Citywide percentile ranks
Across all Toronto parks in the dataset.
- Overall vitality87th
- Edge activation35th
- Connectivity99th
- Amenity diversity100th
- Natural comfort73th
- Enclosure76th
Most similar parks
Closest in metric space across the five structural dimensions.
- Christie Pits ParkRavine / Naturalized Park44
- Weston Lions ParkRavine / Naturalized Park43
- Tom Riley ParkWaterfront Park40
- Cedarvale ParkRavine / Naturalized Park45
- Monarch ParkNeighbourhood Park45
Most opposite parks
Furthest in metric space — useful for recognising what kind of park this isn’t.
- Simcoe ParkTower-Community Green Space51
- Queen'S Quay Traffic IslandWaterfront Park49
- Toronto Islands - Muggs Island ParkRavine / Naturalized Park25
- Rouge ParkRavine / Naturalized Park21
- Rouge ParkRavine / Naturalized Park18
Visitor signals
Public attention measured by Google Places aggregates. This proxies attention, not occupancy. Aggregate-only — no usernames, no review text, no extra photos beyond the cached hero.

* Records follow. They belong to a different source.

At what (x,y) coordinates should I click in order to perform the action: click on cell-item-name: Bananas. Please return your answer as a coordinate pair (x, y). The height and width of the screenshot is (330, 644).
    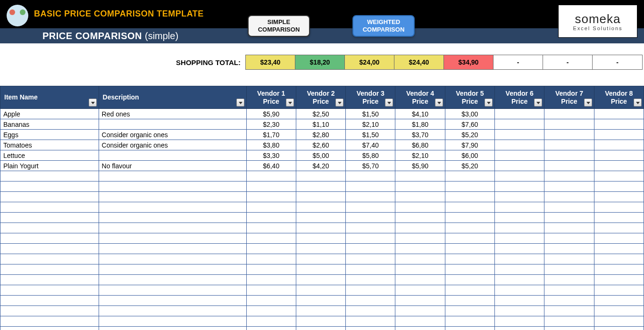
    Looking at the image, I should click on (50, 124).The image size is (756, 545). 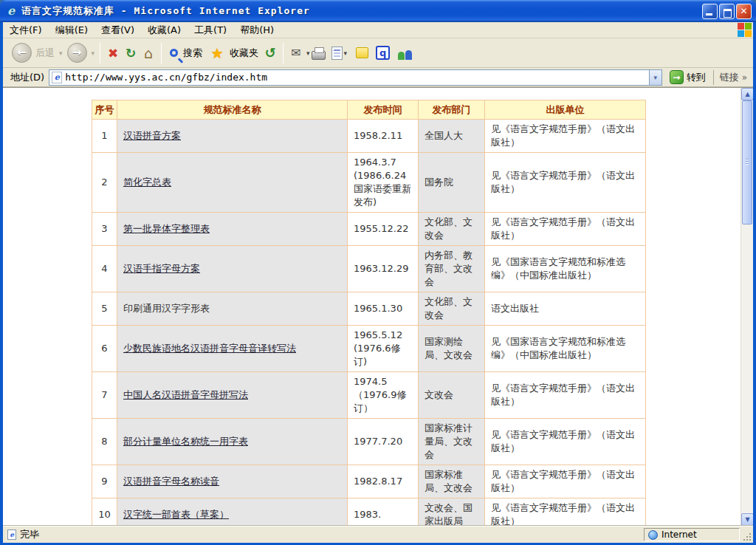 I want to click on standard-name-cell: 汉语拼音字母名称读音, so click(x=233, y=481). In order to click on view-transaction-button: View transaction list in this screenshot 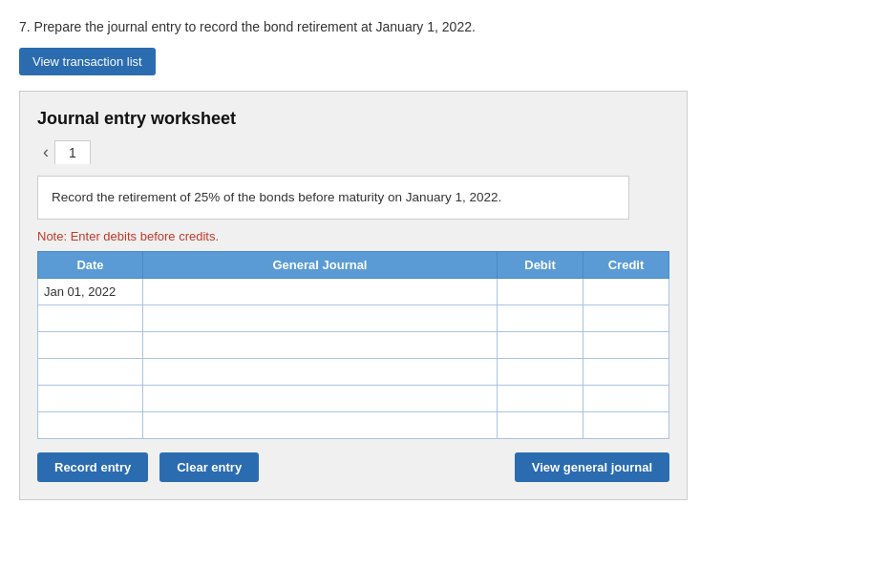, I will do `click(88, 61)`.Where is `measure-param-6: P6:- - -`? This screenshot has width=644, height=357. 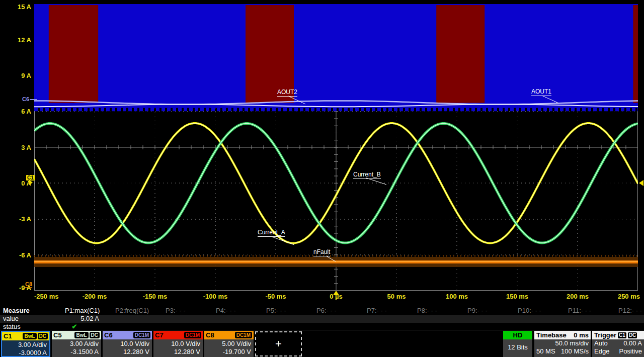
measure-param-6: P6:- - - is located at coordinates (330, 311).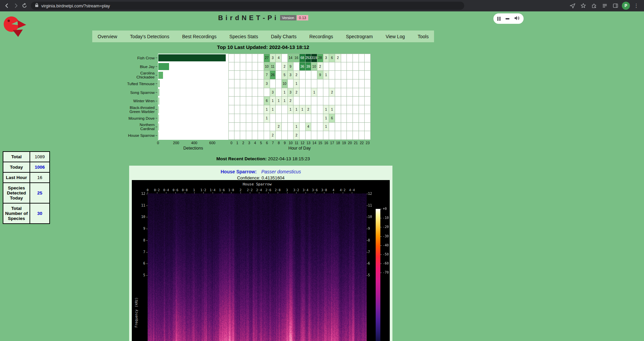  What do you see at coordinates (291, 58) in the screenshot?
I see `heatmap-cell: 14` at bounding box center [291, 58].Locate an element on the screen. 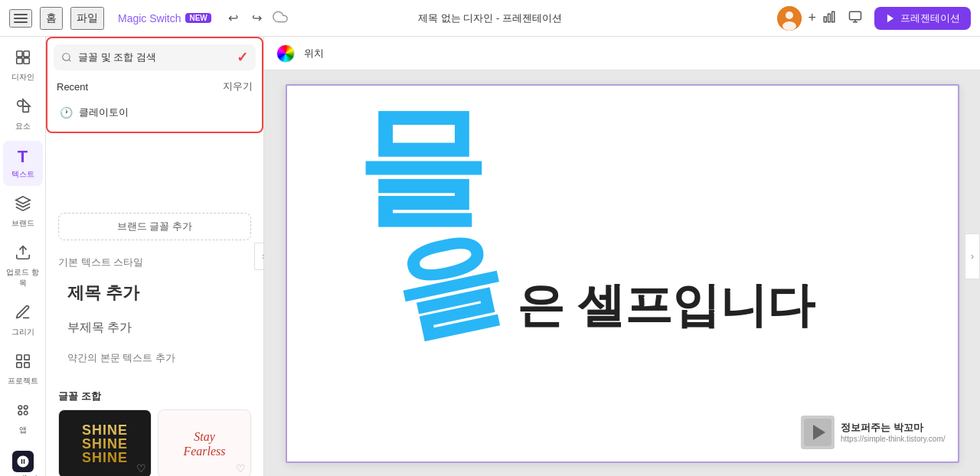  add-collaborator-button: + is located at coordinates (812, 18).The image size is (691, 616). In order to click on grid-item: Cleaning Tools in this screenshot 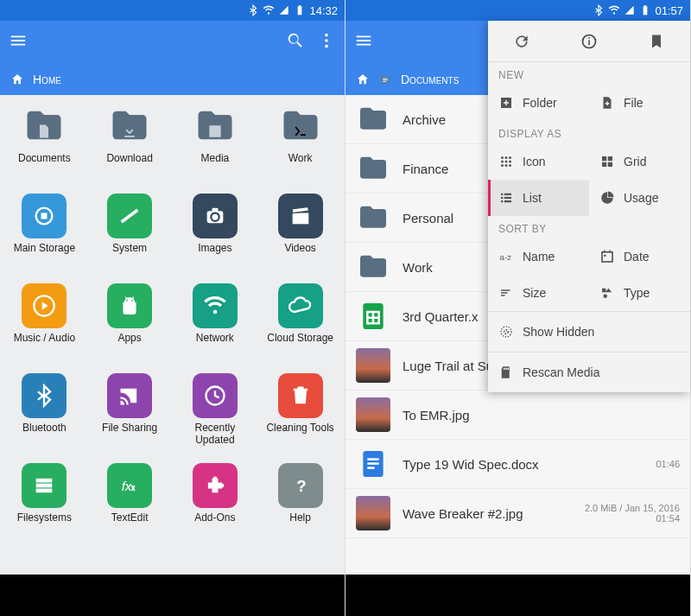, I will do `click(301, 403)`.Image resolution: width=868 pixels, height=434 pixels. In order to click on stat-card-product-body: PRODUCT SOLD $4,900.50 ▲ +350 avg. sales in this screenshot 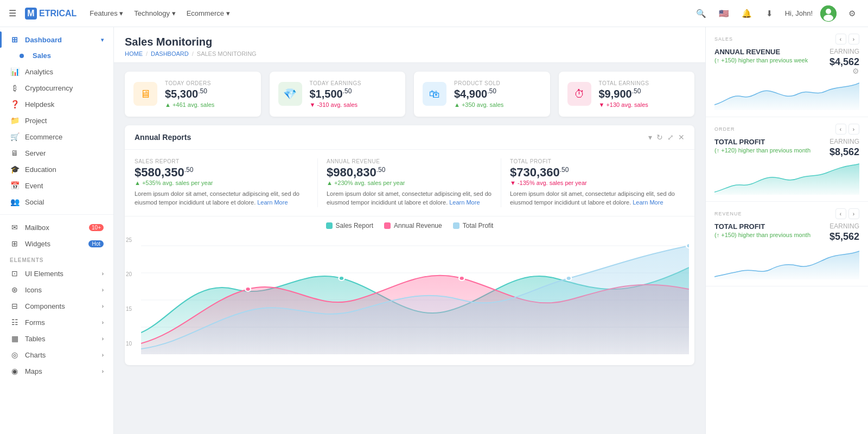, I will do `click(498, 94)`.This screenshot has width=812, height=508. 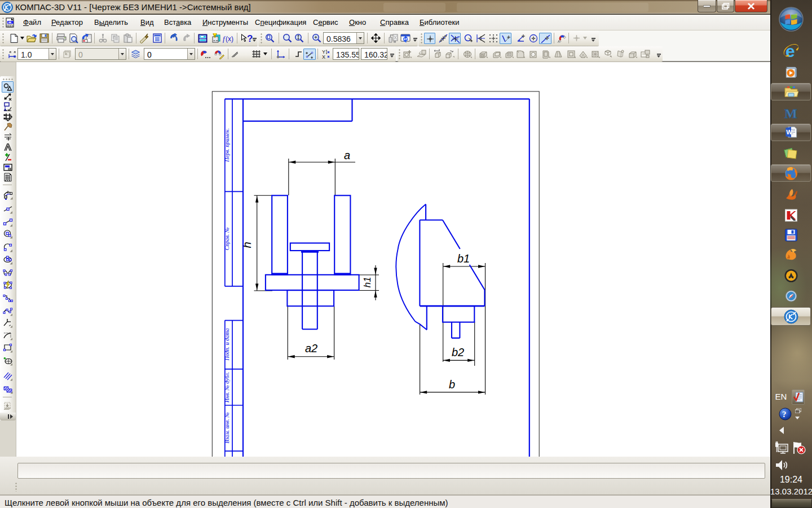 I want to click on svg-text: X, so click(x=324, y=56).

p12 citywide · p17 within Neighbourhood Park
Source: Google Places API · match medium (0.90 composite confidence) · last refreshed 5/9/2026. Privacy contract. Measures public attention, not occupancy.
Human activity signals
Programming, social attention, temporal rhythm, and nearby pedestrian / cycling flow. An experimental aggregate layer that complements the spatial scores — partial coverage, partial confidence.
Activity reading: no inputs available. The strongest signal is public attention / mentions. Source coverage: google-places.
Does this score feel accurate?
Your read of Earlscourt Parkmatters. We’re testing whether the model lines up with how people actually use the park. Submissions are stored locally; no account needed.
Tell us how this park feels
We measure structure (canopy, edges, connectivity). You measure feeling. Both matter — and disagreement is itself useful civic data.
What would improve this park?
Generated from the weakest measured dimensions — a starting point, not a prescription.
- Activate the edges: encourage cafés, retail or community uses on the streets that face the park; replace blank or parking-lot edges where possible.
- Mitigate border vacuums (highways, rail, parking) with active programming on the still-permeable edges and treat the hostile edge as a design challenge.
Data sources
- City of Toronto Open Data — Parks (Green Space)Polygon boundaries, official names, types.
- Parks & Recreation FacilitiesInventory of in-park amenities (washrooms, fields, rinks…).
- Toronto Pedestrian NetworkSidewalk segments around and through parks; estimated park entrances.
- Toronto Centreline V2Street segments + intersection nodes near park edges; trails and walkways.
- Toronto 3D MassingBuilding footprints + heights for edge-building counts, frontage density, and tower-in-the-park risk.
- Toronto Treed AreaTree canopy share inside park polygons via stratified-grid sampling.
- Toronto Waterbodies & RiversWater surface inside parks + nearest-water distance for cooling.
- Ravine & Natural Feature ProtectionRavine overlap as a cooling / natural-comfort signal.
- Toronto Street Tree InventoryTree count + density inside park polygons.
- Neighbourhood Profiles(Pending) Equity context proxy.
- OpenStreetMap (Overpass API)Cafés, restaurants, retail, transit stops, parking, highways, rail.